Collection by Glassenstump Creations
Walkways and breezeways
The front courtyard is flanked by Japanese maple trees—against the better judgment of Jørgensen. “They scare the hell out of me, to be honest,” he says. “They’re so flammable.” But similar ones stood next to the Bartons’ former house, he explains, and Buttons wanted to include them as a connection to the past.
In October 2017, the catastrophic Nuns fire incinerated the ’70s-era A-frame in Napa County, California, that had served as a family retreat for 20 years and that the owners, who are mostly retired, were in the process of turning into their permanent home. (When the fire hit, the couple had already brought nearly all their family keepsakes and heirlooms, making the loss especially poignant.) Working with architectural designer Brandon Jørgensen, the couple turned the loss into a chance to build what is now their permanent home with fire resistance baked into the design.
Sheathed in dark bronze corrugated steel, Buttons and Ridgie Barton’s boldly geometric home in California’s Napa Valley rises on the footprint of the retreat they lost to a wildfire in October 2017. Working with architectural designer Brandon Jørgensen, the couple turned the loss into a chance to build what is now their permanent home with fire resistance baked into the design. A narrow path (below) leads to the recessed entrance.
A glimpse inside the bridge-link hall that connects the period house with the contemporary extension. To mark the threshold between the two structures, artist Nadine Keegan crafted a stained glass window (not pictured) that depicts imagery of the current city, fruit trees from the Greek and Italian immigrant families, and the Yam Daisies that had been grown in the area by the Wurundjeri people.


> [Problem]: Please print every record below exactly as it appears, but leave out the pictures.
──────── Supplied data ────────
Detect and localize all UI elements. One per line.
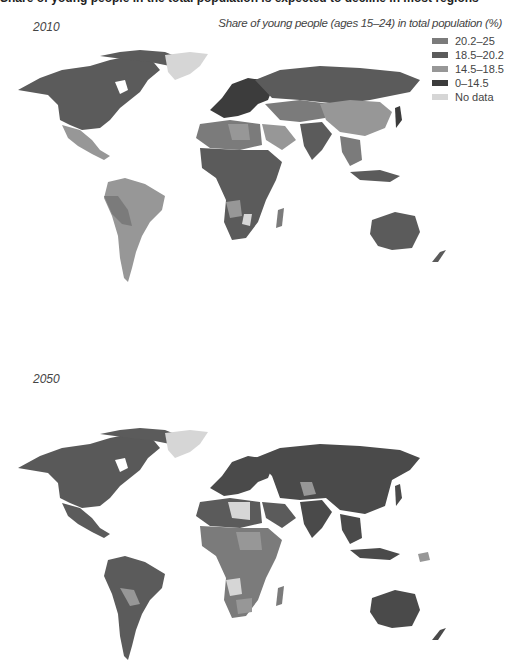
region-russia xyxy=(255,444,420,514)
region-south-america xyxy=(104,556,165,660)
region-north-america xyxy=(18,434,160,508)
region-australia xyxy=(370,590,420,628)
region-south-america xyxy=(104,178,165,282)
region-mexico xyxy=(62,503,110,538)
region-central-asia xyxy=(265,100,330,122)
region-greenland xyxy=(165,52,208,80)
map-2050 xyxy=(0,350,506,666)
map-2010 xyxy=(0,0,506,320)
region-india xyxy=(300,122,332,160)
region-russia xyxy=(255,66,420,104)
region-sub-saharan-africa xyxy=(200,148,282,240)
region-north-america xyxy=(18,56,160,130)
region-australia xyxy=(370,212,420,250)
region-greenland xyxy=(165,430,208,458)
region-china xyxy=(320,100,392,136)
region-mexico xyxy=(62,125,110,160)
region-india xyxy=(300,500,332,538)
────────
> [Output]:
Detect and localize all UI elements. One per line.
region-russia xyxy=(255,444,420,514)
region-south-america xyxy=(104,556,165,660)
region-north-america xyxy=(18,434,160,508)
region-australia xyxy=(370,590,420,628)
region-south-america xyxy=(104,178,165,282)
region-mexico xyxy=(62,503,110,538)
region-central-asia xyxy=(265,100,330,122)
region-greenland xyxy=(165,52,208,80)
map-2050 xyxy=(0,350,506,666)
map-2010 xyxy=(0,0,506,320)
region-india xyxy=(300,122,332,160)
region-russia xyxy=(255,66,420,104)
region-sub-saharan-africa xyxy=(200,148,282,240)
region-north-america xyxy=(18,56,160,130)
region-australia xyxy=(370,212,420,250)
region-greenland xyxy=(165,430,208,458)
region-china xyxy=(320,100,392,136)
region-mexico xyxy=(62,125,110,160)
region-india xyxy=(300,500,332,538)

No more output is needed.